Tuesday, January 7, 2014

Commentary—As California Goes, so Goes the Nation?

If the citizens neglect their duty and place unprincipled men in office, the government will soon be corrupted. — Noah Webster

My wife and I are vacationing in Southern California. The warm and sunny weather has made a perfect respite from the storms lashing our home in Nebraska. We both grew up in California, but moved out-of-state twenty-five years ago. We weren’t fed up with the place. A quarter century ago California was still livable. Actually, California is still livable, as long as you have piles of cash and a fondness for government.

Beltway elites like to fixate on a couple botched 2010 Senate races, but in truth that election was a rout for progressives. Republicans captured an additional 63 seats in the House of Representatives to win the majority, the largest midterm seat change in seventy years. Republicans gained 6 seats in the Senate, but not enough to gain control. Republicans won a record 680 additional seats in state legislatures. Five states saw both chambers switch from Democrat to Republican. In four additional states, Republicans flipped one of the chambers to give them control of both chambers. In three more states, Republicans increased their control in both houses, and in four states they picked up one chamber to split control of the legislature. Republicans also saw a net increase of six governorships to gain a national majority.

It seems everyone got the memo … except California. Democrats retained control of both houses of the legislature and increased their majority in the lower house. Democrats not only took the governorship away from Republicans, but elected a retread from bygone days. Governor Jerry Brown had last held the office nearly thirty years ago. At that time, Brown was disparagingly called Governor Moonbeam for his hippy ways and he remains a committed progressive. Propositions 25 and 26 presented the coup de grace by eliminating the two-thirds requirement for budget and fee increases, thus completely neutering Republicans. From top to bottom, 2010 was a raging success for Republicansexcept in California.

The 2012 election improved Democrat control. They gained a super-majority in both chambers of the legislature and passed Governor Brown’s sales tax increase and a soak-the-rich income tax increase. It didn’t seem to matter that the top 1% of California income earners already paid 50% of the state's income tax.  The state appears to hate the successful, with the exception of the wealthy in Hollywood, sports, and cool technologies. 

California is not doing well. Unemployment is 8.5%, a point and a half higher than the national average. The state and its municipalities face unfunded pension obligations that exceed $500 billion. California now has 36% of the nation's welfare recipients. Nearly 10% of people in California rely on food stamps. Multiple cities have filed for bankruptcy. California has 32% of the illegal aliens in the United States.

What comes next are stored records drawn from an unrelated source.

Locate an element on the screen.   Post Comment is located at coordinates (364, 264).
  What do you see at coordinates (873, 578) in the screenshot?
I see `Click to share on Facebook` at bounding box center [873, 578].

Student spending for K-12 has doubled in the last 15 years, but California has the highest dropout rate in the nation, and it’s the only state with more administrators than teachers.

According to the Wall Street Journal, since 2009 the flight of businesses out of California "has increased fivefold due to high taxes and regulatory costs." Chief Executive Magazine reports that CEOs rank California dead last among the 50 states in business climate.

Roger Hedgecock, former Mayor of San Diego has written “California is a one-party state dominated by a virulent Democrat Left enabled by a complicit media where every agency of local, county, and state government is run by and for the public employee unions.” If voters do something progressives don’t like, they can rely on the 9th District Court in San Francisco to overturn anything that even hints at scaling back a runaway government in Sacramento.

The old adage says that as California goes, so goes the nation. Is this our destiny? I don’t know, but I’m not optimistic. The nation is tipping close to one-party machine politics of the type that rules California. Both the Los Angeles Times and the New York Times laud California’s one-party rule as the perfect solution to gridlock in our nation’s capital. Californians are migrating away from the state, but they're bringing their belief systems with them. I have a relative who embraces all things government. She and her husband moved to Arizona because they found the cost of living much cheaper than in California. Now ensconced in their new home, they'll undoubtedly vote for the same breed of politicians that ruined the once-Golden State.

There is one hope, however. A century ago the axiom was as Maine goes, so goes the nation.